Although the curators do sometimes discover emerging artists on social media, Boland and Juarez said they approach the sites first and foremost as a way to see larger patterns in listeners’ tastes and emerging styles. Repetition across social platforms helps the curators test findings from data, even though the language in posts is usually short and simple. Social posts also often indicate what makes certain artists and songs popular in different communities and helps reveal trends before they become big enough to show up in charts.

“We want to make sure that we’re on the cutting edge of music that’s out,” Boland said. “If a song isn’t doing well, we can look at both the Pandora data and what’s happening culturally or in the music scene to see what’s working and what’s not.”

The social networks Juarez and Boland look to most are Instagram, Twitter and Facebook , with Instagram often providing the most helpful color, they said. The curators described social media research as going down a rabbit hole and being open to what they find. They use each site differently. Instagram is a good place to find concert goers’ video clips of musicians’ shows, which can show how crowds react to specific artists and songs, even if the clips’ sound quality isn’t good.

“Instagram is very visual so that’s more to get texture and get a better sense of what people are doing in different places, what are people wearing, what are they drinking,” Juarez said.

Boland said if he doesn’t recognize a song in an Instagram clip, he’ll find it on Shazam, a music identification app. Sometimes this leads Boland to test out that artist or song on a Pandora station. Searching hashtags on Instagram or Twitter is another tool for finding lesser-known artists who share traits with artists who are already popular. The curators might, for example, search hashtags that contain phrases that appear frequently in a genre. Twitter is generally best for following breaking music industry news and for keeping tabs on what music blogs publish, the curators said. Juarez said social feeds can be especially helpful when artists make surprise or off-cycle releases.

Social feeds, for example, led Juarez to discover the Latin blog Remezcla.com, where he first learned about Kali Uchis, a Colombian-American soul singer, whose popularity has soared in the last year, well after she was featured on the blog. Boland also closely watches the social feeds of blogs, such as 2DopeBoyz, Noisey, Okayplayer, The Fader and Complex.

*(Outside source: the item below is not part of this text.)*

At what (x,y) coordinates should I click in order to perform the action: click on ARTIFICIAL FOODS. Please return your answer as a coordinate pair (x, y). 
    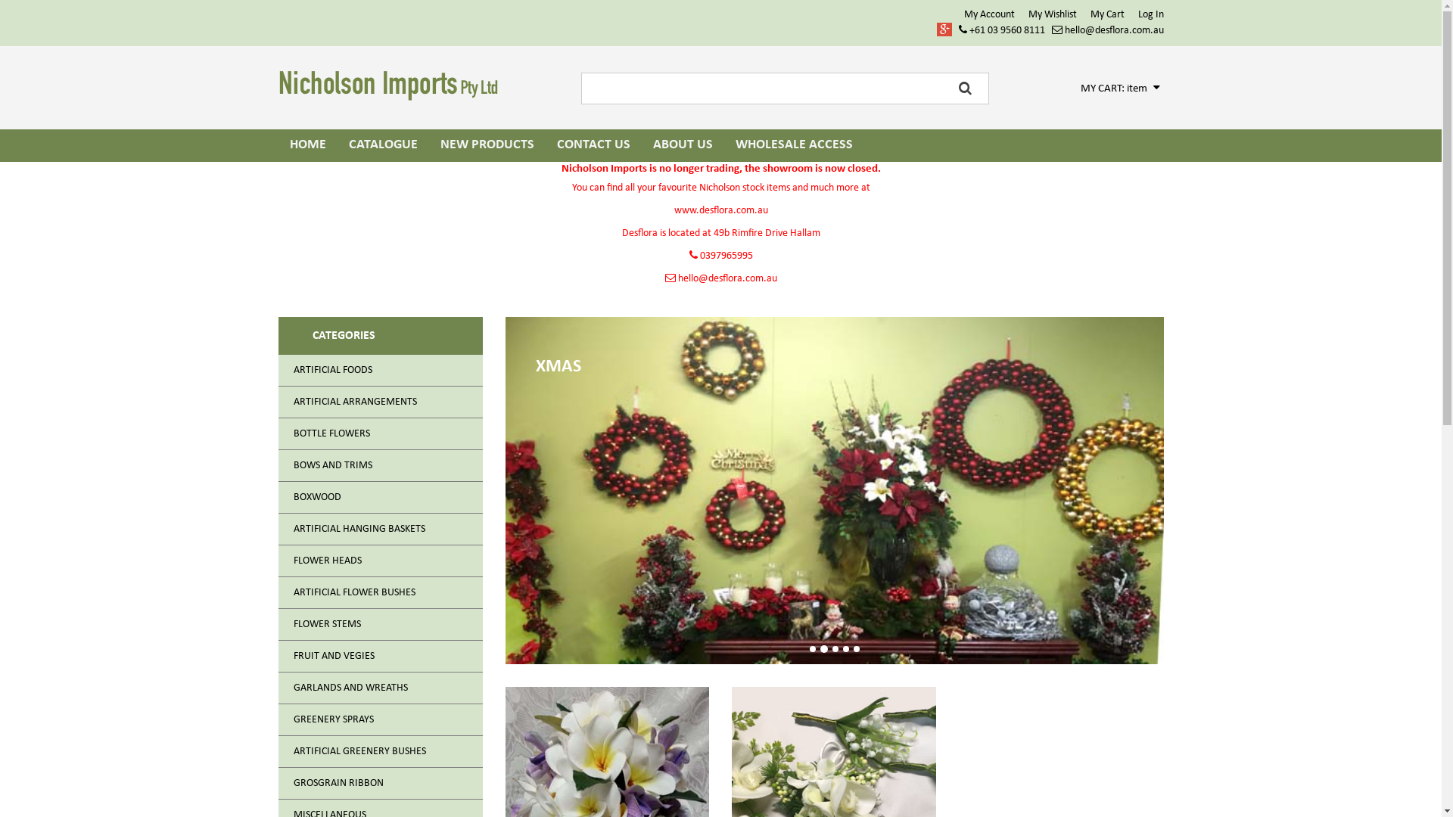
    Looking at the image, I should click on (381, 371).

Artists’ profile pages on Facebook, Instagram and Twitter can be useful places to learn about what types of listeners follow an artist and what drives that artist’s fan base, whether that's albums, live shows or interaction with fans. The curators also pay attention to which musicians or songs the artists themselves like, comment on or mention in posts.

Beyond studying data and social media trends, the curators also make a point of experiencing music offline. This summer, for example, Juarez spent time in Cuba for Pandora, building relationships with artists and producers and hearing live bands.

“We represent the marriage of data and cultural capital,” Juarez said of Pandora’s curation process. “There’s only so much data can tell you.”